Tick Tick Ding

Wednesday, October 28, 2009

The Futile Search

I read this in the book I recently bought, Shrink Yourself. It comes from chapter 8, page 128. When I read it, I sort of powered through until I got to the 3rd paragraph which stopped me right in my tracks. My eyes started to tear up and I just had to reread the section. I read it four times, that's how much of an impact it had on me. I don't know what's what or if it's anything to anyone but me but I just felt the need to put it out there.

Sally, who's sixty-eight, and two hundred pounds overweight, said, "the emptiness always seems to me to be about not being loved for who I am. Unconditional love. Something I didn't experience as a child; nothing I did was ever good enough for my parents. If I could unlearn the guilt, and begin to learn to love myself unconditionally, maybe I'd be able to stop the food addiction. As a child I snuck food into my room to cope with the physical and emotional abuse; it was my source of comfort."

The brain records experiences and wishes in images, not in words. The imagery of this myth, of being reunited with the perfet unconditional love object who gives, understands, accepts, encourages, guides, and adores us, is the same bedrock image that drives all of us to have and keep and work on our intimate relationships. We're always working toward, but never reaching, that goal of having a perfect source of love in adult life. Unconditional love is a rare and short-lived experience usually found only briefly and intermittently, in the parent-child relationship. When relationships fail to provide us with that feeling of unconditional love we so desperately crave, as they always will, then we go looking for it somewhere else. For some it's in alcohol, for others it's in sex, and for you, if you're reading this book, it's probably in food.

We insist on getting from somewhere or someone the unconditional love we're certainly entitled to have. The problem is that the sense of entitlement and reality clash. We're left in a stubborn and self-defeating position of insisting, waiting, and always being disappointed. In this area of our life, we live in denial.


Even now, as I read it again for errors, I got to the last paragraph and felt that familiar tug in the back of my throat. Eyelids realizing the presence of gravity chose to rest a moment before fulfilling my intention to read what I'm writing. I bolded "as they always will" myself because to me it just says that it's an act of insanity to keep expecting and hoping that my husband or my friends or my family could ever give me that feeling. I, like most all people I suppose have always just wanted that feeling and I always thought for some strange reason, I was the only person on the planet denied the opportunity to experience such sweetness.

How true the author's statements actually are, I can't say as I'm always and forever a cynic. What I can say though is that if I choose to believe the truth in this passage, it might just free me and my loved ones for that matter of the unrelenting desire to continue to pursue that feeling at all costs from an outside source. This is a new concept to me. One that I could never have imagined possible in my wildest of imaginations. Could it really be? Could choosing to believe this concept and act accordingly really free my husband from the impossible expectations I've unknowingly placed on him? Could this knowledge really set me free if I apply it?

I also bolded the first sentence of the second paragraph because it explained something that I've been experiencing. I just wanted to share it with you because I'm really quite proud of myself for it. Lately, when I do my gratitude list in the mornings I've also been walking myself through my day in my head. I visualize myself getting to work and cheerfully bidding people good morning. I see myself eating the healthy meals I've prepared and not even showing the faintest interest in all the goodies lining the counters in the staff kitchen. I see myself end my work day with a smile just as I started it. I see myself get in my car and head straight to the gym with no other thoughts in my head, I'm just going to the gym because I want to and it makes me feel good. I see myself go through the routine of locker selection and changing and walking through each and every activity I have planned for that day whether it's a yoga class or the elliptical machine or weights, I watch myself do it all. Then, when I'm done with the gym, I see myself go home and fix my planned meal, practice my guitar, and all the other things I like to do. Finally, I see myself peacefully lay my head down on my feather pillows and gently slip off to sleep.

I don't know what prompted me to start doing this but I did and I have been feeling well...amazing, like I said yesterday. When I saw that sentence above, it made me smile because I realized that I've been running all these successful and enjoyable pictures through my mind. I've seen The Secret and read about laws of attraction before but for some reason, it just didn't click that that's what I was really doing until I read this book last night. No wonder I'm having so much success and feeling so great and am so blessed with really wonderful people in my life now. Who needs the illusive unconditional love when you've got self-love and happiness right at your fingertips. Oh how powerful you can feel with so much opportunity dancing on your fingertips.
What a lovely dance it is.

1 comments:

Christy said...

Salina, you are so right. You must love yourself, first of all. From that, all else flows.

You've been awarded the One Lovely Blog award. Stop by my blog to pick it up.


▸ **INSTRUCTIONS FOR THE TASK**: Set the pictures aside and return each record below precisely as written.

▸ **INFORMATION SHOWN**:
____
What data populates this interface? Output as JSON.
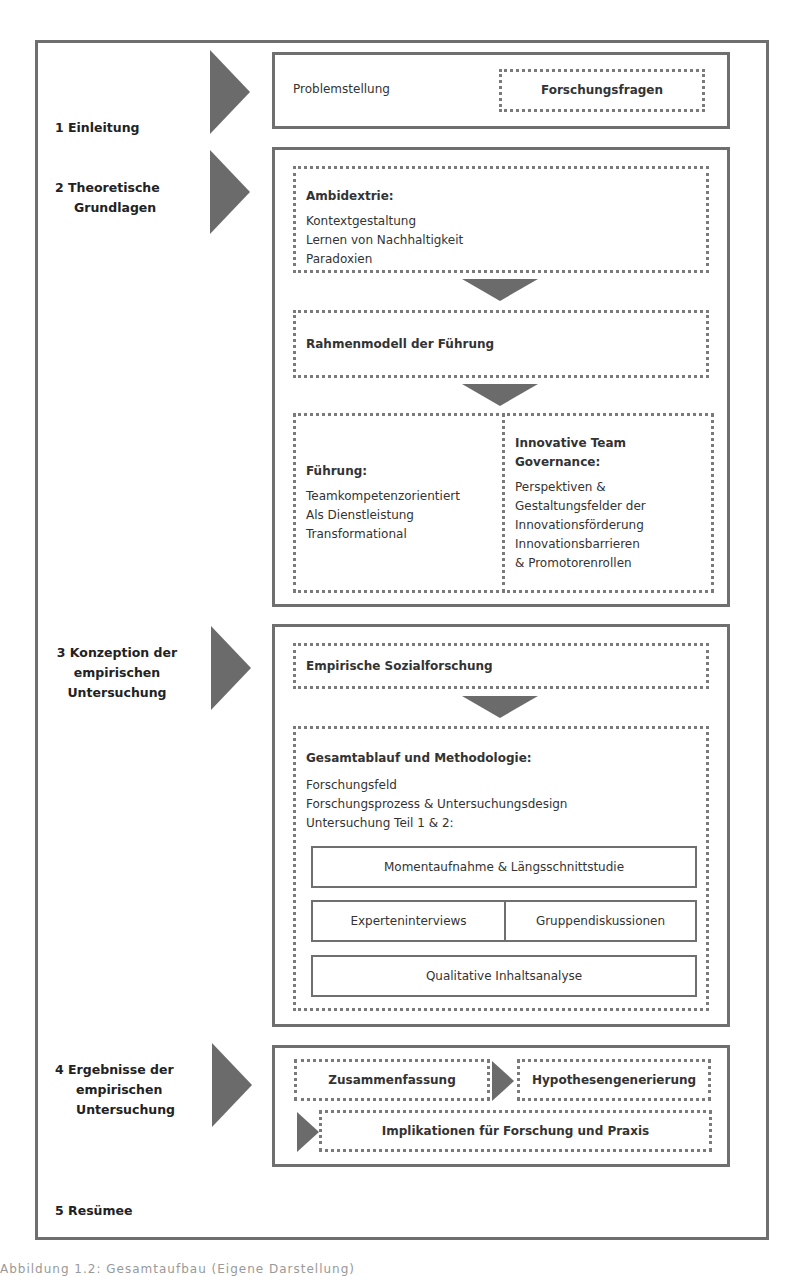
{
  "sections": [
    {
      "number": "1",
      "label": "1 Einleitung"
    },
    {
      "number": "2",
      "label_line1": "2 Theoretische",
      "label_line2": "Grundlagen"
    },
    {
      "number": "3",
      "label_line1": "3 Konzeption der",
      "label_line2": "empirischen",
      "label_line3": "Untersuchung"
    },
    {
      "number": "4",
      "label_line1": "4 Ergebnisse der",
      "label_line2": "empirischen",
      "label_line3": "Untersuchung"
    },
    {
      "number": "5",
      "label": "5 Resümee"
    }
  ],
  "einleitung": {
    "problem": "Problemstellung",
    "fragen": "Forschungsfragen"
  },
  "grundlagen": {
    "ambidextrie": {
      "title": "Ambidextrie:",
      "items": [
        "Kontextgestaltung",
        "Lernen von Nachhaltigkeit",
        "Paradoxien"
      ]
    },
    "rahmenmodell": "Rahmenmodell der Führung",
    "fuehrung": {
      "title": "Führung:",
      "items": [
        "Teamkompetenzorientiert",
        "Als Dienstleistung",
        "Transformational"
      ]
    },
    "governance": {
      "title_line1": "Innovative Team",
      "title_line2": "Governance:",
      "items": [
        "Perspektiven &",
        "Gestaltungsfelder der",
        "Innovationsförderung",
        "Innovationsbarrieren",
        "& Promotorenrollen"
      ]
    }
  },
  "konzeption": {
    "sozialforschung": "Empirische Sozialforschung",
    "gesamtablauf": {
      "title": "Gesamtablauf und Methodologie:",
      "items": [
        "Forschungsfeld",
        "Forschungsprozess & Untersuchungsdesign",
        "Untersuchung Teil 1 & 2:"
      ]
    },
    "momentaufnahme": "Momentaufnahme & Längsschnittstudie",
    "experteninterviews": "Experteninterviews",
    "gruppendiskussionen": "Gruppendiskussionen",
    "inhaltsanalyse": "Qualitative Inhaltsanalyse"
  },
  "ergebnisse": {
    "zusammenfassung": "Zusammenfassung",
    "hypothesen": "Hypothesengenerierung",
    "implikationen": "Implikationen für Forschung und Praxis"
  },
  "caption": "Abbildung 1.2: Gesamtaufbau (Eigene Darstellung)",
  "colors": {
    "frame": "#6f6f6f",
    "arrow": "#6b6b6b",
    "text": "#222222"
  }
}
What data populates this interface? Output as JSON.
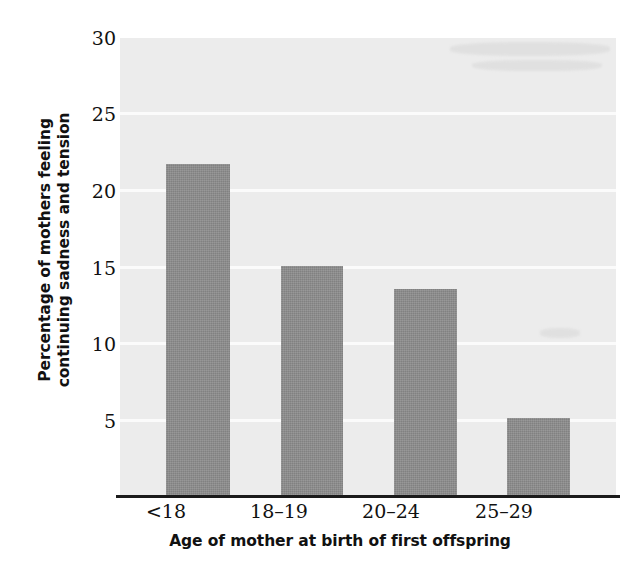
____
▸ **WRITTEN REPLY**:
What data populates this interface? Output as JSON.
{
  "sections": [
    {
      "number": "1",
      "label": "1 Einleitung"
    },
    {
      "number": "2",
      "label_line1": "2 Theoretische",
      "label_line2": "Grundlagen"
    },
    {
      "number": "3",
      "label_line1": "3 Konzeption der",
      "label_line2": "empirischen",
      "label_line3": "Untersuchung"
    },
    {
      "number": "4",
      "label_line1": "4 Ergebnisse der",
      "label_line2": "empirischen",
      "label_line3": "Untersuchung"
    },
    {
      "number": "5",
      "label": "5 Resümee"
    }
  ],
  "einleitung": {
    "problem": "Problemstellung",
    "fragen": "Forschungsfragen"
  },
  "grundlagen": {
    "ambidextrie": {
      "title": "Ambidextrie:",
      "items": [
        "Kontextgestaltung",
        "Lernen von Nachhaltigkeit",
        "Paradoxien"
      ]
    },
    "rahmenmodell": "Rahmenmodell der Führung",
    "fuehrung": {
      "title": "Führung:",
      "items": [
        "Teamkompetenzorientiert",
        "Als Dienstleistung",
        "Transformational"
      ]
    },
    "governance": {
      "title_line1": "Innovative Team",
      "title_line2": "Governance:",
      "items": [
        "Perspektiven &",
        "Gestaltungsfelder der",
        "Innovationsförderung",
        "Innovationsbarrieren",
        "& Promotorenrollen"
      ]
    }
  },
  "konzeption": {
    "sozialforschung": "Empirische Sozialforschung",
    "gesamtablauf": {
      "title": "Gesamtablauf und Methodologie:",
      "items": [
        "Forschungsfeld",
        "Forschungsprozess & Untersuchungsdesign",
        "Untersuchung Teil 1 & 2:"
      ]
    },
    "momentaufnahme": "Momentaufnahme & Längsschnittstudie",
    "experteninterviews": "Experteninterviews",
    "gruppendiskussionen": "Gruppendiskussionen",
    "inhaltsanalyse": "Qualitative Inhaltsanalyse"
  },
  "ergebnisse": {
    "zusammenfassung": "Zusammenfassung",
    "hypothesen": "Hypothesengenerierung",
    "implikationen": "Implikationen für Forschung und Praxis"
  },
  "caption": "Abbildung 1.2: Gesamtaufbau (Eigene Darstellung)",
  "colors": {
    "frame": "#6f6f6f",
    "arrow": "#6b6b6b",
    "text": "#222222"
  }
}
What data populates this interface? Output as JSON.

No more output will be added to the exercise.